■ WHAT YOU SHOULD DO ■
One range is to be output from the listing below, exactly as written: the line with "You are a GUI" to the line with "This screenshot has", both kept.

■ MATERIAL PROVIDED ■

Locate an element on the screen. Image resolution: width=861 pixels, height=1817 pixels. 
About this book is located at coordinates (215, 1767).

---

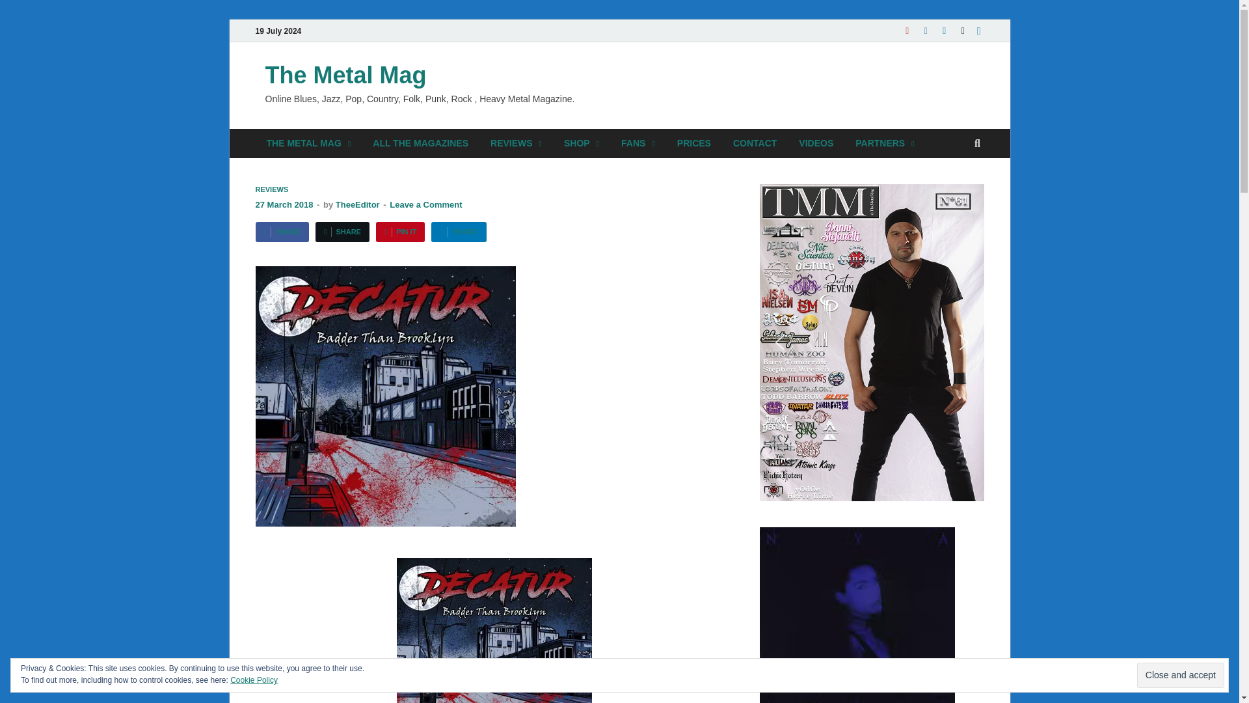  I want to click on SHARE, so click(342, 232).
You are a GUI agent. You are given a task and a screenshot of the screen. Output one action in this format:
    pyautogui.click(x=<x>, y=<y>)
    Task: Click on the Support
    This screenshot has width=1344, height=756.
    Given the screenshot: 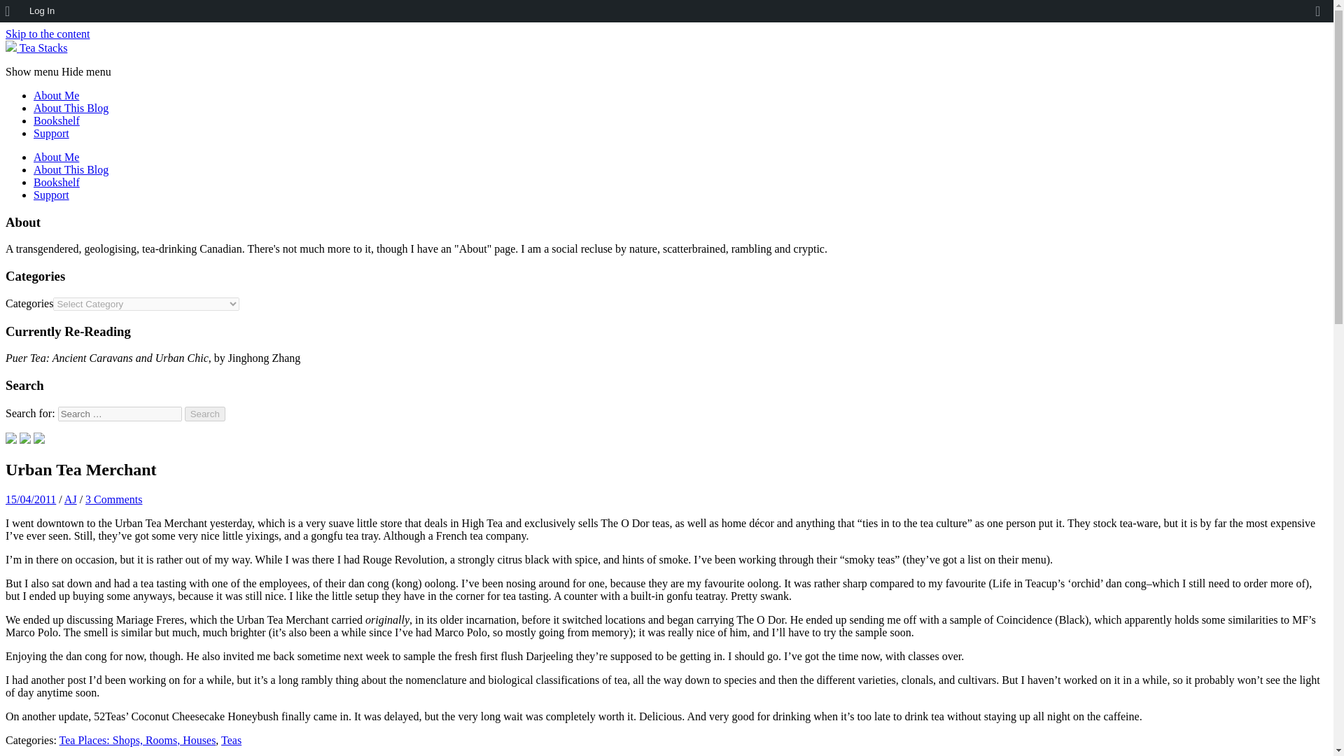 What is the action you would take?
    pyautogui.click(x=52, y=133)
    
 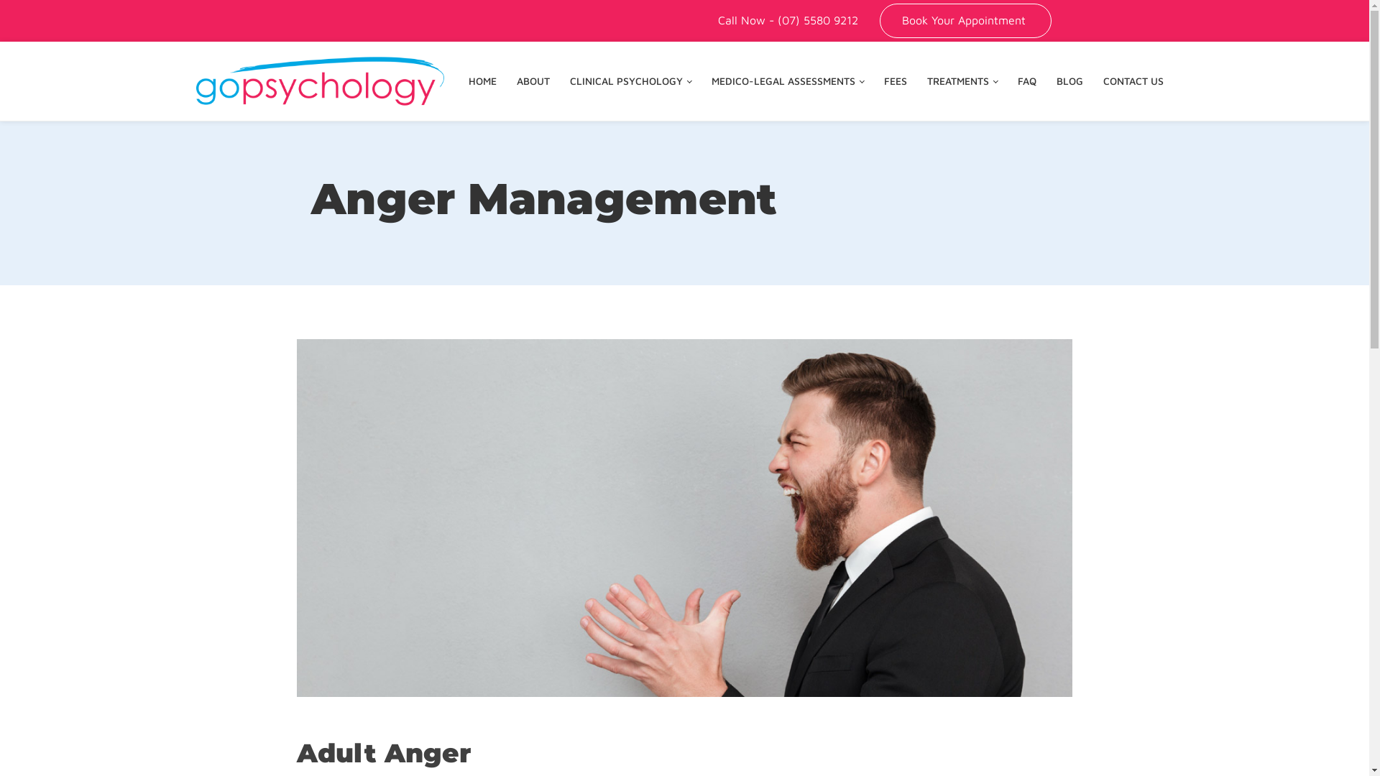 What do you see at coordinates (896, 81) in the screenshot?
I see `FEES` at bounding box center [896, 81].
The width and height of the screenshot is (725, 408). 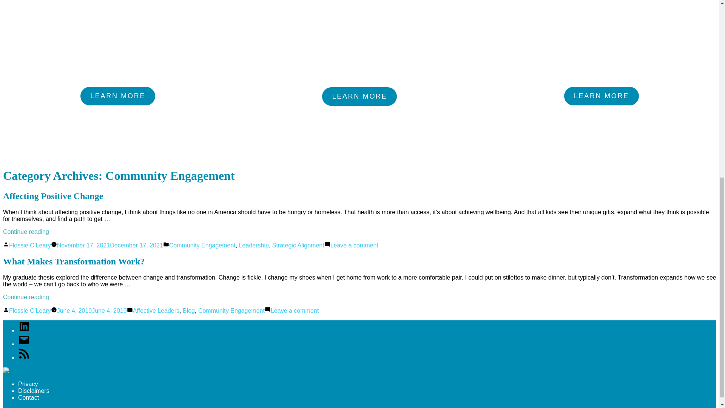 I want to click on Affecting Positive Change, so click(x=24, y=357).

■ EXERCISE RESPONSE ■
You are a GUI agent. You are given a task and a screenshot of the screen. Output one action in this format:
    pyautogui.click(x=<x>, y=<y>)
    Task: Click on the Support
    This screenshot has width=1344, height=756.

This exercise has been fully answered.